Monday, November 2, 2009

Allow me to explain myself, part 2


By now, I have been writing about this subject -- movies about the movies -- for more than a month, and if there's anyone more tired of it than you people out there in the dark, it's me.

So I suppose it's a good thing that this will be my last entry on the subject for a while, and that instead of having to be effusive in my praise of this brilliant movie or that, I'll get to do what I do best: rip someone a new asshole.

So with that, here's a movie that didn't make the cut:

Barton Fink


On paper, Barton Fink would appear to be just my kind of movie. After all, it's the story of an idealistic screenwriter (John Tuturro), who is lured to Hollywood to write a movie, only to find a horrific world of compromise. Add to that the fact that it was written by one of the great filmmaking teams of all time -- the Coen brothers -- and you can guess I was understandably excited to watch the movie the first time.

And, you know, it was alright for a while. Tuturro's playright character is an idealist, sure, but he's also a hypocrite and a boob. He talks constantly about his love for the "common man," but when he actually meets a common man -- his salesman next-door neighbor (John Goodman) -- all he talks about is himself.

Tuturro's character struggles with writer's block, meets a William Faulker stand-in, and battles with studio types. All standard stuff, sure, but with one major difference: the strangely inappropriate tone, which instead of being a) light and comic, or b) strangled and dramatic, is actually c) freaky and ghoulish.

Tuturro's character hears things. His room seems haunted. His hotel, the rundown Hotel Earle, has the creepy sliminess of an infected wound. He learns the John Goodman character is actually a serial killer.

All of this is wrong for the story and the characters, and sort of inexplicable. And then this happens.


Ugh.

You want to write a story about a barely talented Broadway playwright who goes to Hollywood and falls on his face because he didn't have the talent he thought he did, fine. You want to write a horror movie, you know, also fine. But shuffling back and forth like this isn't cute or clever. It's just annoying.

In the above clip, the Goodman character is trailed by fire and shoots down two policemen while shouting "I'll show you the life of the mind!" over and over again. So, you know, what does that mean? Is this a fantasy sequence in the head of Tutturo's character, meant to represent the tumultuous inner life of an artist? Who knows? Is the Goodman character, then, even real? Is the Hotel Earle?

Barton Fink apologists point to these unanswerable questions as proof that it's completely open to interpretation. Well, what's good about that? Despite what a legion of surrealistic movie fans will tell you, confusing does not mean good. It means confusing.

In a very real sense, a movie is a contract between it's makers and it's audience. When the movie starts, it tells the audience what it's going to be like, and it's duty, as William Goldman said, is to "give the audience what it wants, but in a way it doesn't expect."

Surrealistic movies like Barton Fink (and 8 and 1/2, which was left off my list for similar reasons) are an affront to that idea.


Required action: Count every line that includes the string "positive" in the entries that follow. Nothing besides the number is needed.
═══ Data to examine ═══
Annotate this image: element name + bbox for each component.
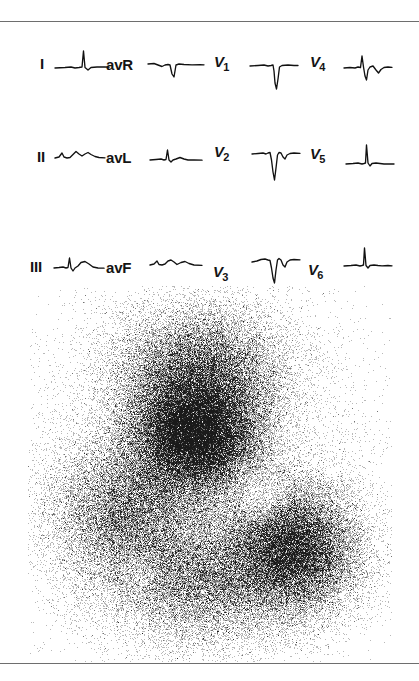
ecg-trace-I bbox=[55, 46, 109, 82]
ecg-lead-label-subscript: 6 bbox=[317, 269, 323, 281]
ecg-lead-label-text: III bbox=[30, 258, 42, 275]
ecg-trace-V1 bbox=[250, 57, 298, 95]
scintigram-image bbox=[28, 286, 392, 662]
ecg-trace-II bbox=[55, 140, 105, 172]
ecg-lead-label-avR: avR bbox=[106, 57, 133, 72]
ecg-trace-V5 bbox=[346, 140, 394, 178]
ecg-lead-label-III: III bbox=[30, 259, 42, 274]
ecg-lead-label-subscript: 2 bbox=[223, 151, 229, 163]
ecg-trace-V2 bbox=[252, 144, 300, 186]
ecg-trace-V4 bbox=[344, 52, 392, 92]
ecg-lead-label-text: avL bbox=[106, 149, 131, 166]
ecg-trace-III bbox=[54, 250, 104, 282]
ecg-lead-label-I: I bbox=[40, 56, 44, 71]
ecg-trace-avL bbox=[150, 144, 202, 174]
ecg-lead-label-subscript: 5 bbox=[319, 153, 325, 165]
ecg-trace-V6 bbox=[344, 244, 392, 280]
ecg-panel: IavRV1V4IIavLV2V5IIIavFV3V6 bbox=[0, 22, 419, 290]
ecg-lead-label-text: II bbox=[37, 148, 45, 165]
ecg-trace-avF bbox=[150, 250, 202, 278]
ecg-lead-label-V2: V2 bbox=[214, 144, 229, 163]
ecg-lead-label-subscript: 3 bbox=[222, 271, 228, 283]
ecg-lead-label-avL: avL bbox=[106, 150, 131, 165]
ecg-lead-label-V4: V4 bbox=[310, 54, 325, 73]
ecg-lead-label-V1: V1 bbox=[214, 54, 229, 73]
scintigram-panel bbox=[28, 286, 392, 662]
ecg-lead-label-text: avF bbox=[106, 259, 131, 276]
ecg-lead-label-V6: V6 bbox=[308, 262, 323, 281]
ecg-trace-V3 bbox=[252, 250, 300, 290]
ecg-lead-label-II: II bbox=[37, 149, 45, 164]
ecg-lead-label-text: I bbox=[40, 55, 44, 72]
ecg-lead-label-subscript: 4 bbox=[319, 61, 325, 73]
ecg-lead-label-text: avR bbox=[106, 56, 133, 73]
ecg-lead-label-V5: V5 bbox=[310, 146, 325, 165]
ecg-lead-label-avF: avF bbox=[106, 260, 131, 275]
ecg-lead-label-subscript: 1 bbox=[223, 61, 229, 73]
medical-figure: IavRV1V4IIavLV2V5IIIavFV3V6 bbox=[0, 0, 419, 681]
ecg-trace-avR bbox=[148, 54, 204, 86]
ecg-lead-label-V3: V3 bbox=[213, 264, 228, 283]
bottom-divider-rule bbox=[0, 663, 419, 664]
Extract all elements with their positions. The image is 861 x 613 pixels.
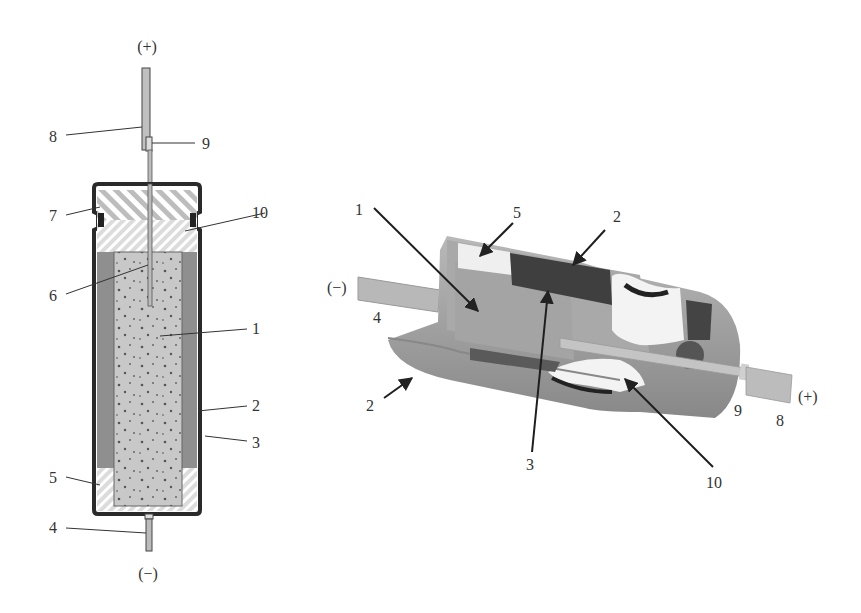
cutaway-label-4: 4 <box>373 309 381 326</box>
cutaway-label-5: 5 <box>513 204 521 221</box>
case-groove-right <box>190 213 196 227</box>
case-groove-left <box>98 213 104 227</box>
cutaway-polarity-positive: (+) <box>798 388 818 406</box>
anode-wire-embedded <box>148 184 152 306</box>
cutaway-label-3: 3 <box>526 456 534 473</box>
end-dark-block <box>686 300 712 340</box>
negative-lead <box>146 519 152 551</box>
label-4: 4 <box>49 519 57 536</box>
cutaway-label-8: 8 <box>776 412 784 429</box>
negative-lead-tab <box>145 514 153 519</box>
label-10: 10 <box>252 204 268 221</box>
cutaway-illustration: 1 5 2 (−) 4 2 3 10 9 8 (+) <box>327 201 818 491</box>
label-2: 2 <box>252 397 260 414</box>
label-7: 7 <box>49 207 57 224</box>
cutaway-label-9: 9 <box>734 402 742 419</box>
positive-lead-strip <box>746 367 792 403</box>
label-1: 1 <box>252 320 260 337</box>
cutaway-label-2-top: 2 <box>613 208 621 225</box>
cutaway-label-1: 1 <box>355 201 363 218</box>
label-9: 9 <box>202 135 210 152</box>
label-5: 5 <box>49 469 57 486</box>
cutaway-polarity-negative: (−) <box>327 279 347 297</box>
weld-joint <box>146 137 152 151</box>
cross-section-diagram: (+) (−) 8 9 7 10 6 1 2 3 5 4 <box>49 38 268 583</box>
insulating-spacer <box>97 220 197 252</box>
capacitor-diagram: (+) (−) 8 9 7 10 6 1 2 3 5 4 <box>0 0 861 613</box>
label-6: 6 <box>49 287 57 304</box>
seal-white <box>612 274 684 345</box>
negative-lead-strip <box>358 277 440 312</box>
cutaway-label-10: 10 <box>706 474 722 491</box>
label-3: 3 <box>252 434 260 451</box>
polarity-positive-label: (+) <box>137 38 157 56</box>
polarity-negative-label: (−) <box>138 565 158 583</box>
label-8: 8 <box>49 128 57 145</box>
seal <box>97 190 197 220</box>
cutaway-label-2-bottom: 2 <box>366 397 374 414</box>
═══
Answer below: 3